Josephine went away thoughtfully, and from that day forward, she lived her life rather differently. She thought of all the things she must learn, and all the things she must see and do and experience, and it seemed a lot. But she was quite excited about the prospect, and especially about one day beginning finally to learn to be a witch like the one in the pond.

And so she lived, and learned, and changed, and grew. She loved, and lost, and gathered herbs by the light of the moon, and rose at dawn to learn the songs of all the birds that greet the sun. She married, twice, and had some children, who she loved. She made things, and grew things, and saw and heard things. She kept secrets, and told stories. And every time she thought of going back to the witch in the pond, to finally learn to be a witch, she hesitated; perhaps there was still more to learn, still more she had not done yet? Perhaps there was a little more juice to be sucked out of life, before it was time to learn to be a witch.

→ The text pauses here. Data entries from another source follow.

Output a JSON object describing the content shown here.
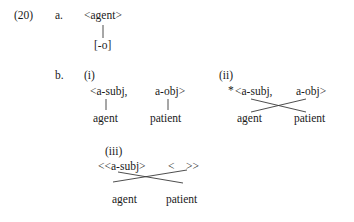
{
  "example": {
    "number": "(20)",
    "item_a_label": "a.",
    "item_b_label": "b."
  },
  "part_a": {
    "top": "<agent>",
    "bottom": "[-o]"
  },
  "part_b": {
    "subitems": [
      {
        "label": "(i)",
        "grammaticality": "",
        "top_left": "<a-subj,",
        "top_right": "a-obj>",
        "bottom_left": "agent",
        "bottom_right": "patient",
        "mapping": "parallel"
      },
      {
        "label": "(ii)",
        "grammaticality": "*",
        "top_left": "<a-subj,",
        "top_right": "a-obj>",
        "bottom_left": "agent",
        "bottom_right": "patient",
        "mapping": "crossed"
      },
      {
        "label": "(iii)",
        "grammaticality": "",
        "top_left": "<<a-subj>",
        "top_right": "<    >>",
        "bottom_left": "agent",
        "bottom_right": "patient",
        "mapping": "crossed"
      }
    ]
  },
  "style": {
    "ink": "#1a1a1a",
    "line": "#3a3a3a",
    "background": "#ffffff"
  }
}
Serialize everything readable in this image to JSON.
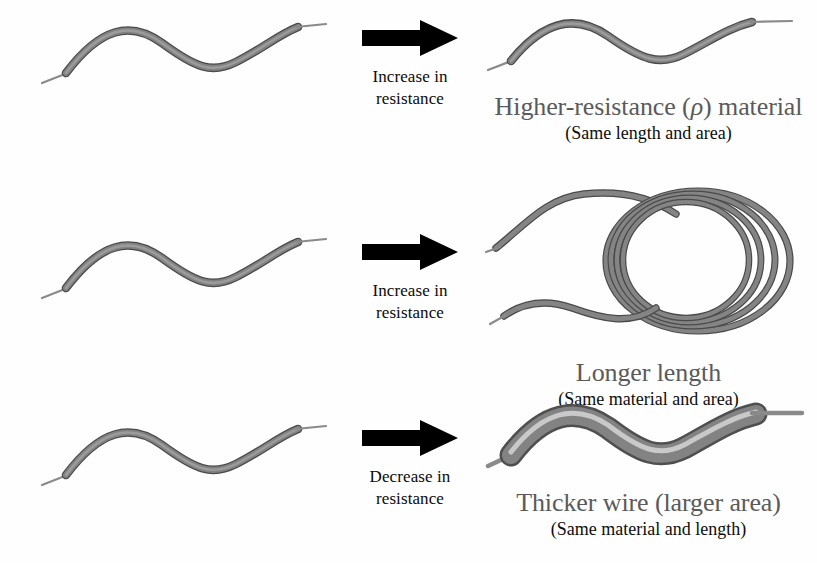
{
  "figure": {
    "background_color": "#fefefe",
    "wire_color": "#7b7b7b",
    "wire_edge_color": "#4e4e4e",
    "wire_highlight_color": "#d2d2d2",
    "arrow_color": "#000000",
    "label_color": "#5a5a5a",
    "sublabel_color": "#0d0d0d"
  },
  "rows": [
    {
      "id": "higher-resistance-material",
      "before": {
        "name": "reference-wire",
        "style": "thin-wavy"
      },
      "arrow": {
        "icon": "right-block-arrow-icon",
        "caption_line1": "Increase in",
        "caption_line2": "resistance"
      },
      "after": {
        "name": "higher-resistance-wire",
        "style": "thin-wavy",
        "label_prefix": "Higher-resistance (",
        "label_symbol": "ρ",
        "label_suffix": ") material",
        "sublabel": "(Same length and area)"
      }
    },
    {
      "id": "longer-length",
      "before": {
        "name": "reference-wire",
        "style": "thin-wavy"
      },
      "arrow": {
        "icon": "right-block-arrow-icon",
        "caption_line1": "Increase in",
        "caption_line2": "resistance"
      },
      "after": {
        "name": "coiled-long-wire",
        "style": "coiled",
        "label_prefix": "Longer length",
        "label_symbol": "",
        "label_suffix": "",
        "sublabel": "(Same material and area)"
      }
    },
    {
      "id": "thicker-wire",
      "before": {
        "name": "reference-wire",
        "style": "thin-wavy"
      },
      "arrow": {
        "icon": "right-block-arrow-icon",
        "caption_line1": "Decrease in",
        "caption_line2": "resistance"
      },
      "after": {
        "name": "thick-wavy-wire",
        "style": "thick-wavy",
        "label_prefix": "Thicker wire (larger area)",
        "label_symbol": "",
        "label_suffix": "",
        "sublabel": "(Same material and length)"
      }
    }
  ]
}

One day, when she was not so young anymore, and when there was a weight of things she carried with her that she would not have traded for the world, had it been offered, she finally went back to the witch’s pond. She called out for the witch, and said she had finally come to learn. There was no answer. The pond was still and silent, empty. Josephine looked up and down, and all around, but there was no sign of the witch.

And she understood.

She threw off her clothes, and unbound her hair, and slipped gratefully into the murky water of the pond, and the toads and rats and snakes began to gather round her.